H. S. Teoh hsteoh at quickfur.ath.cx
Mon Oct 8 00:28:37 PDT 2012


On Mon, Oct 08, 2012 at 09:08:57AM +0200, Simen Kjaeraas wrote:
> On 2012-44-08 06:10, Arlen <arlen.ng at gmx.com> wrote:
> 
> >On Sat, Oct 6, 2012 at 1:32 PM, Dmitry Olshansky
> ><dmitry.olsh at gmail.com> wrote:
> >>
> >>Cool, does it work with BigInt?
> >>
> >
> >No it doesn't work with BigInt, but I did look into it today briefly.
> >There are issues with BigInt that I'm not sure what to do about:
> >
> >1.  To convert a BigInt to floating-point one needs to convert it to
> >the built-in integer types first.  If you go beyond the limits of the
> >built-in types (long), then what's the point?  You might as well be
> >using int or long.
> 
> I thought (part of) the point of Rational was to use it when it would
> be more fitting than floating-point. If it's only there to be
> converted to floating-point, I don't know what it's there for.

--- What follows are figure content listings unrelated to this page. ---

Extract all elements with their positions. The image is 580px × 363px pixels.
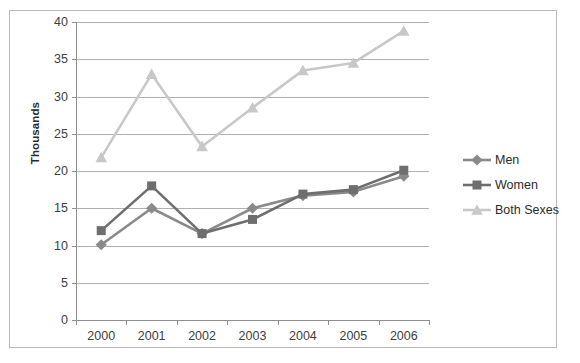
x-axis-tick-label: 2003 — [239, 329, 267, 343]
legend-label: Men — [495, 153, 519, 167]
x-axis-tick-label: 2002 — [188, 329, 216, 343]
series-line — [101, 31, 404, 158]
y-axis-tick-label: 15 — [54, 201, 68, 215]
data-series-group — [95, 25, 409, 250]
gridlines-group — [76, 23, 429, 284]
data-point-marker — [146, 68, 158, 79]
x-axis-tick-label: 2000 — [87, 329, 115, 343]
x-axis-tick-label: 2001 — [138, 329, 166, 343]
series-both-sexes — [95, 25, 409, 162]
y-axis-tick-label: 5 — [61, 276, 68, 290]
y-axis-tick-label: 10 — [54, 239, 68, 253]
data-point-marker — [247, 203, 258, 214]
line-chart-plot: 0510152025303540 20002001200220032004200… — [0, 0, 580, 363]
x-axis-tick-label: 2004 — [289, 329, 317, 343]
legend-item-men[interactable]: Men — [463, 153, 519, 167]
data-point-marker — [298, 190, 307, 199]
data-point-marker — [248, 215, 257, 224]
y-axis-tick-label: 40 — [54, 15, 68, 29]
y-axis-tick-label: 35 — [54, 52, 68, 66]
y-axis-tick-label: 0 — [61, 313, 68, 327]
series-line — [101, 170, 404, 233]
axis-ticks-group — [72, 23, 430, 326]
data-point-marker — [399, 166, 408, 175]
x-axis-tick-label: 2006 — [390, 329, 418, 343]
x-axis-tick-labels: 2000200120022003200420052006 — [87, 329, 417, 343]
chart-figure: Thousands 0510152025303540 2000200120022… — [0, 0, 580, 363]
legend-item-both-sexes[interactable]: Both Sexes — [463, 203, 559, 217]
series-women — [97, 166, 409, 238]
legend-item-women[interactable]: Women — [463, 178, 538, 192]
chart-legend: MenWomenBoth Sexes — [463, 153, 559, 217]
series-men — [96, 171, 410, 251]
legend-swatch-marker — [473, 181, 482, 190]
y-axis-tick-label: 25 — [54, 127, 68, 141]
x-axis-tick-label: 2005 — [339, 329, 367, 343]
y-axis-tick-label: 30 — [54, 90, 68, 104]
data-point-marker — [97, 226, 106, 235]
data-point-marker — [147, 181, 156, 190]
legend-swatch-marker — [471, 154, 482, 165]
legend-label: Women — [495, 178, 538, 192]
y-axis-tick-label: 20 — [54, 164, 68, 178]
y-axis-tick-labels: 0510152025303540 — [54, 15, 68, 327]
data-point-marker — [398, 25, 410, 36]
data-point-marker — [349, 185, 358, 194]
legend-label: Both Sexes — [495, 203, 559, 217]
data-point-marker — [198, 229, 207, 238]
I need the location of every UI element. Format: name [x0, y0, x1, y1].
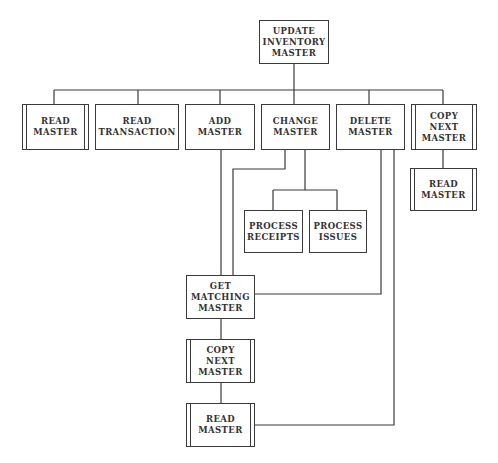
node-change-master: CHANGE MASTER — [261, 104, 330, 150]
node-label: ADD MASTER — [198, 116, 242, 138]
node-process-issues: PROCESS ISSUES — [309, 210, 367, 253]
node-update-inventory-master: UPDATE INVENTORY MASTER — [259, 20, 329, 64]
node-label: COPY NEXT MASTER — [422, 111, 466, 144]
connector-delete-to-read-master-3 — [255, 150, 394, 425]
node-label: GET MATCHING MASTER — [191, 281, 250, 314]
node-copy-next-master-bottom: COPY NEXT MASTER — [186, 339, 255, 383]
node-label: DELETE MASTER — [348, 116, 392, 138]
node-read-transaction: READ TRANSACTION — [95, 104, 179, 150]
node-label: READ MASTER — [421, 179, 465, 201]
node-label: UPDATE INVENTORY MASTER — [263, 26, 326, 59]
node-process-receipts: PROCESS RECEIPTS — [244, 210, 303, 253]
node-read-master-right: READ MASTER — [410, 168, 477, 211]
node-label: CHANGE MASTER — [273, 116, 318, 138]
node-copy-next-master: COPY NEXT MASTER — [411, 104, 477, 150]
node-label: PROCESS ISSUES — [314, 221, 363, 243]
node-label: PROCESS RECEIPTS — [247, 221, 300, 243]
structure-chart: UPDATE INVENTORY MASTER READ MASTER READ… — [0, 0, 498, 463]
node-add-master: ADD MASTER — [185, 104, 255, 150]
node-label: READ TRANSACTION — [98, 116, 175, 138]
node-read-master-bottom: READ MASTER — [186, 403, 255, 447]
node-get-matching-master: GET MATCHING MASTER — [186, 275, 255, 319]
node-delete-master: DELETE MASTER — [336, 104, 405, 150]
node-read-master: READ MASTER — [22, 104, 89, 150]
node-label: COPY NEXT MASTER — [198, 345, 242, 378]
node-label: READ MASTER — [33, 116, 77, 138]
node-label: READ MASTER — [198, 414, 242, 436]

I'd like to chime in to state that I'd love to have Rational support
BigInt. If necessary, use an arbitrary-width floating point format for
floating point conversions (BigFloat?).


[...]
> It'd mean you'd have to specialize a bit for BigInt, though (just
> create your own abs function that calls the correct one).
> 
> Another option: lobby for BigInt support in std.math. :p

+1.


> Also, irrational numbers? How'd you get those in a *Rational* library? :p
[...]

Ironically enough, if Rational supports BigInt, then it makes it
possible to implement a representation of quadratic irrationals in a
straightforward way (by storing them in the form a+b*sqrt(r) where a and
b are Rationals and r is a square-free Rational). The reason BigInt is
necessary is that while these things are closed under field operations,
any non-trivial work with them tends to overflow built-in integer types
very quickly.

BigInt becomes even more necessary if you want to represent quadratic
irrationals of *two* distinct square roots, which can be represented as
a+b*sqrt(r)+c*sqrt(s)+d*sqrt(rs), where a,b,c,d are Rationals and r,s
are square-free Rationals. Believe it or not, these little monsters are
also closed under field operations. But they also overflow built-in
integers *very* fast. With BigInt support, however, you can do *exact*
arithmetic with these irrational numbers, something very useful for
applications in computational geometry, where the lack of exact
arithmetic makes many problems intractible or prone to wrong results.


T

-- 
I'm still trying to find a pun for "punishment"...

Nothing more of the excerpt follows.